◆ **Record set**:
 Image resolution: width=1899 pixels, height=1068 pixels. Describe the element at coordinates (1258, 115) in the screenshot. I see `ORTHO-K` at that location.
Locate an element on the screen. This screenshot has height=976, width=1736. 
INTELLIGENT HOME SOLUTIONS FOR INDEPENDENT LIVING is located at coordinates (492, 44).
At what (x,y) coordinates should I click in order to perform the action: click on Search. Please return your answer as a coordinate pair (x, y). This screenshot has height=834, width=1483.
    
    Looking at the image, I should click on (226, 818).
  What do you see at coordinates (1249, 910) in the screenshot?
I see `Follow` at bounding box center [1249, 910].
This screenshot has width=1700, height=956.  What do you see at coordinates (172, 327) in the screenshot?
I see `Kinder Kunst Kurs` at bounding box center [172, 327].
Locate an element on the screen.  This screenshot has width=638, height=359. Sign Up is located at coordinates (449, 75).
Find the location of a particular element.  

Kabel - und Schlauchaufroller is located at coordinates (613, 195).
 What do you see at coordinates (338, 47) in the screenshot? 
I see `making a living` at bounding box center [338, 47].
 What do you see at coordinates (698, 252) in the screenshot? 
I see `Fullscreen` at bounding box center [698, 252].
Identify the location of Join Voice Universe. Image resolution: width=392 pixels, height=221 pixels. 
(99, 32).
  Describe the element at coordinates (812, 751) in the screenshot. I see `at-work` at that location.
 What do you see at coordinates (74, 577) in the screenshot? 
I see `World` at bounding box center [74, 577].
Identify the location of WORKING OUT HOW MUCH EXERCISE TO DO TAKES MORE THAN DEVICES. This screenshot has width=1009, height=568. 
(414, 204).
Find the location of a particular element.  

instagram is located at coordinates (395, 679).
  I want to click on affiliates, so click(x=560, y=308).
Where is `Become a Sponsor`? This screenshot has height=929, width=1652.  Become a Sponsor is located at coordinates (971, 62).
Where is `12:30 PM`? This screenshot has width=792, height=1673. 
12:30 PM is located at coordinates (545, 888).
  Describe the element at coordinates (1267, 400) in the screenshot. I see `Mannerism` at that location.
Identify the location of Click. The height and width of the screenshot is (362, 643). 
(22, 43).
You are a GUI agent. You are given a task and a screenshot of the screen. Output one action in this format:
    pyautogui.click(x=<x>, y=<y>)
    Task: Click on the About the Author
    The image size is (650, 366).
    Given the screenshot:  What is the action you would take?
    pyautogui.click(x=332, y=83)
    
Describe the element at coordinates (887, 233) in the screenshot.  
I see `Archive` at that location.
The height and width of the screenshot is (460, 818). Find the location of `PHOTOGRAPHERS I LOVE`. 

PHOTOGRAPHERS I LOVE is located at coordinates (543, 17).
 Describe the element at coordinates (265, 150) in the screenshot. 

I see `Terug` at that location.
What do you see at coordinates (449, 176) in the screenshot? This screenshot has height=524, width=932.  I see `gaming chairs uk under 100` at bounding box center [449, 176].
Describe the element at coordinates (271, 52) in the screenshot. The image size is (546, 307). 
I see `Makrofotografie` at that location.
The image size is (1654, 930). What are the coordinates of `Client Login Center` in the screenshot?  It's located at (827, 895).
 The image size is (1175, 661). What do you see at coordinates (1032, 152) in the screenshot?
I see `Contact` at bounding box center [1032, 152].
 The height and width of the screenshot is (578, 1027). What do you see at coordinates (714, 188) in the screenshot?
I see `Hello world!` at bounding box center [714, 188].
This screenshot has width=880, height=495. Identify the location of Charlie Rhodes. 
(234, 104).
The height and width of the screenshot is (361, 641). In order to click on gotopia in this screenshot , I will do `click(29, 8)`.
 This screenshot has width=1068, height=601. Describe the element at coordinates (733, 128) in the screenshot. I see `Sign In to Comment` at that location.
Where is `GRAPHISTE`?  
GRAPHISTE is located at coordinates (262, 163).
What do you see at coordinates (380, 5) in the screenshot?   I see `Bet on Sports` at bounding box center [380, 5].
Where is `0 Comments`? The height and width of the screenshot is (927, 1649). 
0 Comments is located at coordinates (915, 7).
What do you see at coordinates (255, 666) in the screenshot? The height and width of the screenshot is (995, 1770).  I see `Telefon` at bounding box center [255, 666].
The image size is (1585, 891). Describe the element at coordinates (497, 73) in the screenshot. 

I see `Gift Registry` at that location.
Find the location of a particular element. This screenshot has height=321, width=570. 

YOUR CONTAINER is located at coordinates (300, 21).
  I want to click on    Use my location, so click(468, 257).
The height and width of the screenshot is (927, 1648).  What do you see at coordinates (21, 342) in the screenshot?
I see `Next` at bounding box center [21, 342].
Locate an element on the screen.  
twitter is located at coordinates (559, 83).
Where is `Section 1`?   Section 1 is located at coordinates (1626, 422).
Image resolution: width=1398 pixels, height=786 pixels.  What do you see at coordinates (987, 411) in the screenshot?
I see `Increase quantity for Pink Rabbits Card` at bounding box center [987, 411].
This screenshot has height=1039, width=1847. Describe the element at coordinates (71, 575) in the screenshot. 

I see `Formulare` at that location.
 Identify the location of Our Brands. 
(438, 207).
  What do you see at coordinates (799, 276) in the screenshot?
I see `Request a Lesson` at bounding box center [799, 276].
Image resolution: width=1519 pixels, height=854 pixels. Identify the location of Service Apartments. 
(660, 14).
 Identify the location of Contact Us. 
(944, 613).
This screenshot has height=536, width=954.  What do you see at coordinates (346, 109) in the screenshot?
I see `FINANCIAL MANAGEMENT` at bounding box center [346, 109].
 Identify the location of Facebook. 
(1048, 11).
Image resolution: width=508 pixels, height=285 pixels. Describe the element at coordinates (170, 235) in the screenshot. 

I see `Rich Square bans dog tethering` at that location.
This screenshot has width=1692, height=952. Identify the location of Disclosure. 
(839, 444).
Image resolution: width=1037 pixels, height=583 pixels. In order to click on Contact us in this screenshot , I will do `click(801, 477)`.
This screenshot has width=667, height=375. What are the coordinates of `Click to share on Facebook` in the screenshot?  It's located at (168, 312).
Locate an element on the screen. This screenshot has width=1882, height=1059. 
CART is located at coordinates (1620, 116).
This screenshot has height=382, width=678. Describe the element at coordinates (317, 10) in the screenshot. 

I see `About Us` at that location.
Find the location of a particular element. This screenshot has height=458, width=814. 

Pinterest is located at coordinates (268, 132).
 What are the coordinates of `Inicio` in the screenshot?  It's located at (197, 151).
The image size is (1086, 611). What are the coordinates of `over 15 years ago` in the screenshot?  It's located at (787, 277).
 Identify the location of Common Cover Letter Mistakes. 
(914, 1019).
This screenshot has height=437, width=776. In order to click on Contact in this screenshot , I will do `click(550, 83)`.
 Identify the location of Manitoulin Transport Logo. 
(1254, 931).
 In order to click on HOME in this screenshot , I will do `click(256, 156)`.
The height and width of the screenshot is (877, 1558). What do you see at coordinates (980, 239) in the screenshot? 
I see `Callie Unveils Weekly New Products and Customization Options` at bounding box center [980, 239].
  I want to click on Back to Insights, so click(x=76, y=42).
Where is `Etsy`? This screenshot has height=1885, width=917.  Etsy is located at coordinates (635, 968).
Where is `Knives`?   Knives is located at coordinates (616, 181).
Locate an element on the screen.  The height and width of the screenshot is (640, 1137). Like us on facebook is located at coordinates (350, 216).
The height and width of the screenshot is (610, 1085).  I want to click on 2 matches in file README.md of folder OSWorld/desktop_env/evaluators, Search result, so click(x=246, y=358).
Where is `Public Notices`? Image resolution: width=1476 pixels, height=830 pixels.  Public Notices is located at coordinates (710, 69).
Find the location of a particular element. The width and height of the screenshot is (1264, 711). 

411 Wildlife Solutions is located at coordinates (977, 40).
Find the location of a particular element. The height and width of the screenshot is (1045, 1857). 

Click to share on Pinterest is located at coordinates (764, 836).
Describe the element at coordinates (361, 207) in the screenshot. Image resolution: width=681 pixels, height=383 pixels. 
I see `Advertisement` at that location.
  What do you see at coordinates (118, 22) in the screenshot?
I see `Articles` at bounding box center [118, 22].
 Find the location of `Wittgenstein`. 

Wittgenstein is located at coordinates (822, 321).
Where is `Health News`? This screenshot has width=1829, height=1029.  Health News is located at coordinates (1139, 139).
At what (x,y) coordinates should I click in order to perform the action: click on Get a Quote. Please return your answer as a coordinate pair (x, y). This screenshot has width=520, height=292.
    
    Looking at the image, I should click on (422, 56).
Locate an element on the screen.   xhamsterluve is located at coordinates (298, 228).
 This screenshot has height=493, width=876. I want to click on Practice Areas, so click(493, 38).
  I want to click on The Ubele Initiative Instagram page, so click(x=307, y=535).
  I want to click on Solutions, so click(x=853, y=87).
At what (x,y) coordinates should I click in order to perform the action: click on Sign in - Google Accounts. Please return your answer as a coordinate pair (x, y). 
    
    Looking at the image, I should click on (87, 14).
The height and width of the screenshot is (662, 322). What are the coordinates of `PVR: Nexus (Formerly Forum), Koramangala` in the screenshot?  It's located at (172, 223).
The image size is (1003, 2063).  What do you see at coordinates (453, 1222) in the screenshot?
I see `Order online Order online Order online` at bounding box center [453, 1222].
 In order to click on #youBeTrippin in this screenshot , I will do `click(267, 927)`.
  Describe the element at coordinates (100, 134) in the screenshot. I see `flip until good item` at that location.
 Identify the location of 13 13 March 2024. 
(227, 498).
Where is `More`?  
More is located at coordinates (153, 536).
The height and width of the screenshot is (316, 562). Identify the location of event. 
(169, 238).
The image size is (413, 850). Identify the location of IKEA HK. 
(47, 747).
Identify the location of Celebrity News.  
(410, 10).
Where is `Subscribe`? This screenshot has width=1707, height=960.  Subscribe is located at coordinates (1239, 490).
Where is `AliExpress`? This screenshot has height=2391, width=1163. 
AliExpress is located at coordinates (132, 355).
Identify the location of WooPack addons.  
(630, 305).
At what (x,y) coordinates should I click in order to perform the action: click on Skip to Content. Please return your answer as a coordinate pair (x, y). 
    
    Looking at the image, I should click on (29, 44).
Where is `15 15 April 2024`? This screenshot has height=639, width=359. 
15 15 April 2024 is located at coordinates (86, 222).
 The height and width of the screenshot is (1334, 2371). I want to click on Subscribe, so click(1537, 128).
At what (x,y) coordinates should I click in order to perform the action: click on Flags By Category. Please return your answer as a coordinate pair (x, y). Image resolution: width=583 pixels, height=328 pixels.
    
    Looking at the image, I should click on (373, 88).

◆ **Task item**:
Going down the listing above, begin printing at the line with "This screenshot has height=1039, width=1847." and finish with the line with "In order to click on HOME", exactly as they appear.

◆ **Written answer**:
This screenshot has height=1039, width=1847. Describe the element at coordinates (71, 575) in the screenshot. 

I see `Formulare` at that location.
 Identify the location of Our Brands. 
(438, 207).
  What do you see at coordinates (799, 276) in the screenshot?
I see `Request a Lesson` at bounding box center [799, 276].
Image resolution: width=1519 pixels, height=854 pixels. Identify the location of Service Apartments. 
(660, 14).
 Identify the location of Contact Us. 
(944, 613).
This screenshot has height=536, width=954.  What do you see at coordinates (346, 109) in the screenshot?
I see `FINANCIAL MANAGEMENT` at bounding box center [346, 109].
 Identify the location of Facebook. 
(1048, 11).
Image resolution: width=508 pixels, height=285 pixels. Describe the element at coordinates (170, 235) in the screenshot. 

I see `Rich Square bans dog tethering` at that location.
This screenshot has width=1692, height=952. Identify the location of Disclosure. 
(839, 444).
Image resolution: width=1037 pixels, height=583 pixels. In order to click on Contact us in this screenshot , I will do `click(801, 477)`.
This screenshot has width=667, height=375. What are the coordinates of `Click to share on Facebook` in the screenshot?  It's located at (168, 312).
Locate an element on the screen. This screenshot has width=1882, height=1059. 
CART is located at coordinates (1620, 116).
This screenshot has height=382, width=678. Describe the element at coordinates (317, 10) in the screenshot. 

I see `About Us` at that location.
Find the location of a particular element. This screenshot has height=458, width=814. 

Pinterest is located at coordinates (268, 132).
 What are the coordinates of `Inicio` in the screenshot?  It's located at (197, 151).
The image size is (1086, 611). What are the coordinates of `over 15 years ago` in the screenshot?  It's located at (787, 277).
 Identify the location of Common Cover Letter Mistakes. 
(914, 1019).
This screenshot has height=437, width=776. In order to click on Contact in this screenshot , I will do `click(550, 83)`.
 Identify the location of Manitoulin Transport Logo. 
(1254, 931).
 In order to click on HOME in this screenshot , I will do `click(256, 156)`.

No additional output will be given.